This study interprets Charles Olson's articulation of Being's primacy through a close Heideggerian reading of his prose tracts. It avoids the inadvertent man-centeredness pervasive in much Olson criticism, and within the context of Heideggerian hermeneutic phenomenology, this text asserts that Olson's poetics offers not simply an argument for structural displacement but a careful measurement of what is: a listening and responding to Being's connectedness that is «sewn in and binding/each seam» of the world. This study reveals Olson's grappling with the nature of the world, truth, the human mode of being, and language, and it concludes by arguing that in experiencing Olson's «topology», readers are afforded the opportunity to become topologists themselves: they are challenged to gauge their own openness to Being's address.
This textbook brings together both new and traditional research methods in Human Computer Interaction (HCI). Research methods include interviews and observations, ethnography, grounded theory and analysis of digital traces of behavior. Readers will gain an understanding of the type of knowledge each method provides, its disciplinary roots and how each contributes to understanding users, user behavior and the context of use.
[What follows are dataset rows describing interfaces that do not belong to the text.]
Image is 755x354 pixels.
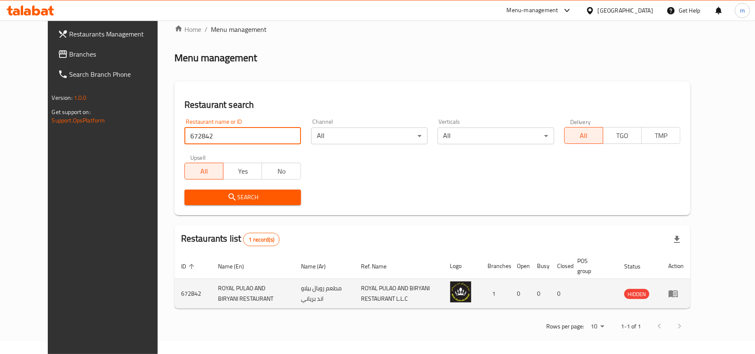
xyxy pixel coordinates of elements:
h2: Restaurants list [181,232,280,246]
div: Rows per page: [588,320,608,333]
button: TMP [642,127,681,144]
div: All [311,127,428,144]
th: Branches [481,253,511,279]
span: HIDDEN [624,289,650,299]
nav: breadcrumb [174,24,691,34]
a: Branches [51,44,174,64]
span: Search Branch Phone [70,69,167,79]
h2: Restaurant search [185,99,681,111]
span: All [568,130,600,142]
span: Search [191,192,294,203]
table: enhanced table [174,253,691,309]
th: Logo [444,253,481,279]
p: Rows per page: [546,321,584,332]
label: Upsell [190,154,206,160]
div: Export file [667,229,687,250]
button: Search [185,190,301,205]
td: مطعم رويال بيلاو اند برياني [294,279,355,309]
td: 1 [481,279,511,309]
button: TGO [603,127,642,144]
th: Busy [531,253,551,279]
p: 1-1 of 1 [621,321,641,332]
img: ROYAL PULAO AND BIRYANI RESTAURANT [450,281,471,302]
div: Menu-management [507,5,559,16]
th: Open [511,253,531,279]
div: [GEOGRAPHIC_DATA] [598,6,653,15]
h2: Menu management [174,51,257,65]
th: Closed [551,253,571,279]
span: Name (En) [218,261,255,271]
span: 1.0.0 [74,92,87,103]
span: TGO [607,130,639,142]
button: All [565,127,604,144]
div: Menu [669,289,684,299]
li: / [205,24,208,34]
div: Total records count [243,233,280,246]
span: 1 record(s) [244,236,279,244]
label: Delivery [570,119,591,125]
input: Search for restaurant name or ID.. [185,127,301,144]
td: 0 [551,279,571,309]
span: All [188,165,220,177]
a: Home [174,24,201,34]
a: Support.OpsPlatform [52,115,105,126]
button: All [185,163,224,180]
button: Yes [223,163,262,180]
span: Yes [227,165,259,177]
span: Version: [52,92,73,103]
a: Restaurants Management [51,24,174,44]
span: Ref. Name [361,261,398,271]
span: Restaurants Management [70,29,167,39]
span: TMP [645,130,677,142]
span: Menu management [211,24,267,34]
span: Status [624,261,652,271]
span: m [740,6,745,15]
td: 0 [511,279,531,309]
a: Search Branch Phone [51,64,174,84]
span: Get support on: [52,107,91,117]
button: No [262,163,301,180]
td: ROYAL PULAO AND BIRYANI RESTAURANT [211,279,294,309]
span: Branches [70,49,167,59]
span: POS group [578,256,608,276]
span: No [265,165,297,177]
td: 672842 [174,279,211,309]
th: Action [662,253,691,279]
td: ROYAL PULAO AND BIRYANI RESTAURANT L.L.C [354,279,443,309]
span: Name (Ar) [301,261,337,271]
td: 0 [531,279,551,309]
div: All [438,127,554,144]
span: ID [181,261,197,271]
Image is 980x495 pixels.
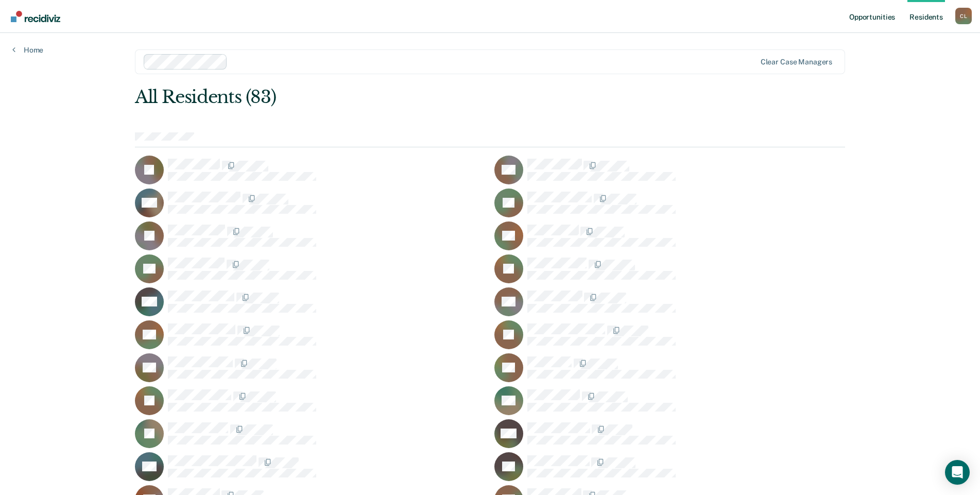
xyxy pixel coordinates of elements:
[135,86,703,108] div: All Residents (83)
[956,7,972,25] div: C L
[956,7,972,25] button: Profile dropdown button
[761,58,832,67] div: Clear case managers
[11,11,61,22] img: Recidiviz
[945,460,970,485] div: Open Intercom Messenger
[12,46,44,54] a: Home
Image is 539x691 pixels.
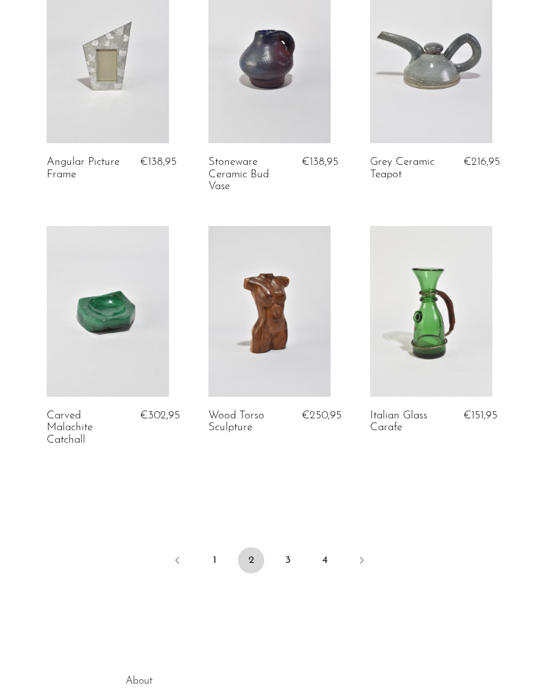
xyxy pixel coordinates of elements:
span: €302,95 [140,410,180,421]
span: €250,95 [302,410,342,421]
span: €138,95 [140,156,177,168]
a: Wood Torso Sculpture [208,410,286,434]
span: €151,95 [463,410,498,421]
a: Grey Ceramic Teapot [370,156,448,181]
a: Italian Glass Carafe [370,410,448,434]
a: About [126,676,152,687]
a: 4 [312,548,338,574]
a: Carved Malachite Catchall [47,410,124,446]
span: €216,95 [463,156,500,168]
a: Angular Picture Frame [47,156,124,181]
span: 2 [238,548,264,574]
span: €138,95 [302,156,338,168]
a: Next [348,548,375,576]
a: 1 [201,548,227,574]
a: Previous [164,548,191,576]
a: Stoneware Ceramic Bud Vase [208,156,286,193]
a: 3 [275,548,301,574]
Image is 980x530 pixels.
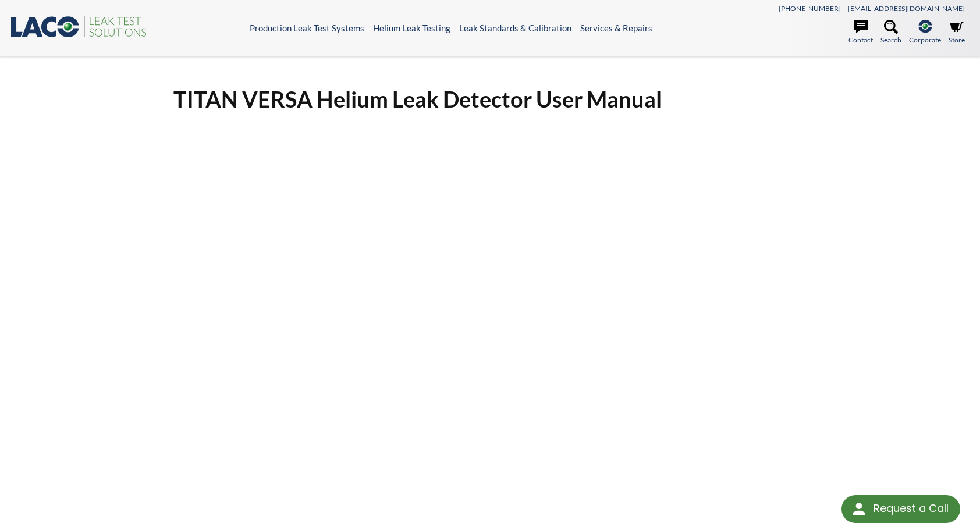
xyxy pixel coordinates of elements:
img: round button [850,500,868,518]
a: Helium Leak Testing [373,23,450,33]
div: Request a Call [874,495,949,522]
a: [PHONE_NUMBER] [779,4,841,13]
a: [EMAIL_ADDRESS][DOMAIN_NAME] [848,4,965,13]
a: Search [880,20,901,45]
a: Services & Repairs [580,23,652,33]
a: Leak Standards & Calibration [459,23,571,33]
a: Contact [849,20,873,45]
span: Corporate [909,34,941,45]
a: Store [949,20,965,45]
h1: TITAN VERSA Helium Leak Detector User Manual [174,85,807,114]
a: Production Leak Test Systems [250,23,364,33]
div: Request a Call [841,495,960,523]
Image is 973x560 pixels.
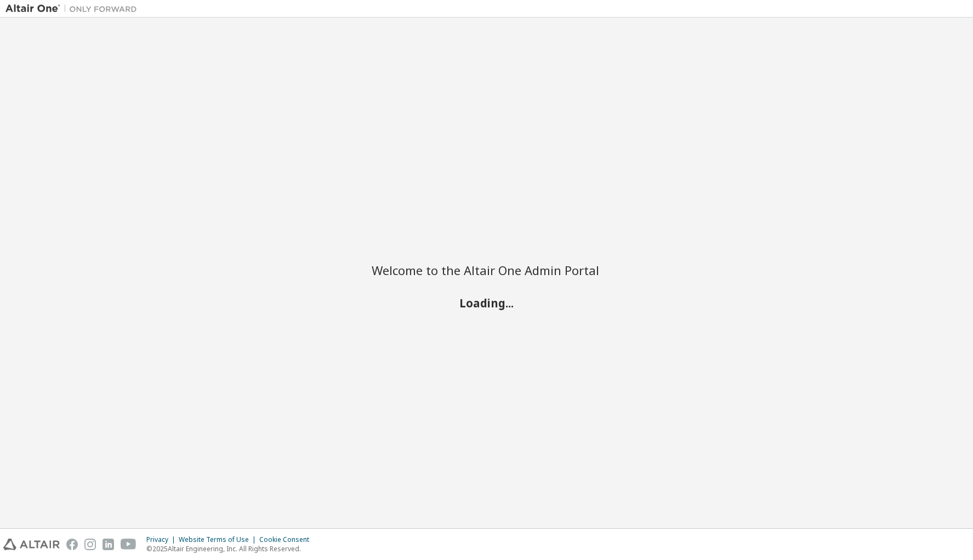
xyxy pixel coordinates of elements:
[146,536,178,545] div: Privacy
[84,539,96,551] img: instagram.svg
[146,545,316,553] p: © 2025 Altair Engineering, Inc. All Rights Reserved.
[259,536,316,545] div: Cookie Consent
[3,539,60,551] img: altair_logo.svg
[121,539,137,551] img: youtube.svg
[372,262,602,278] h2: Welcome to the Altair One Admin Portal
[102,539,114,551] img: linkedin.svg
[372,296,602,310] h2: Loading...
[67,539,78,551] img: facebook.svg
[178,536,259,545] div: Website Terms of Use
[5,3,143,14] img: Altair One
The background context, clear explanations and sample exercises make this an ideal textbook for graduate students, as well as a valuable reference for researchers and practitioners. 'It is an impressive collection in terms of the level of detail and variety.' (M. Sasikumar, ACM Computing Reviews #CR144066)
This Print on Demand title is available exclusively through Amazon.com. This groundbreaking text is the first to explore the occupations of mothering through research and practice by occupational therapists and other health care professionals.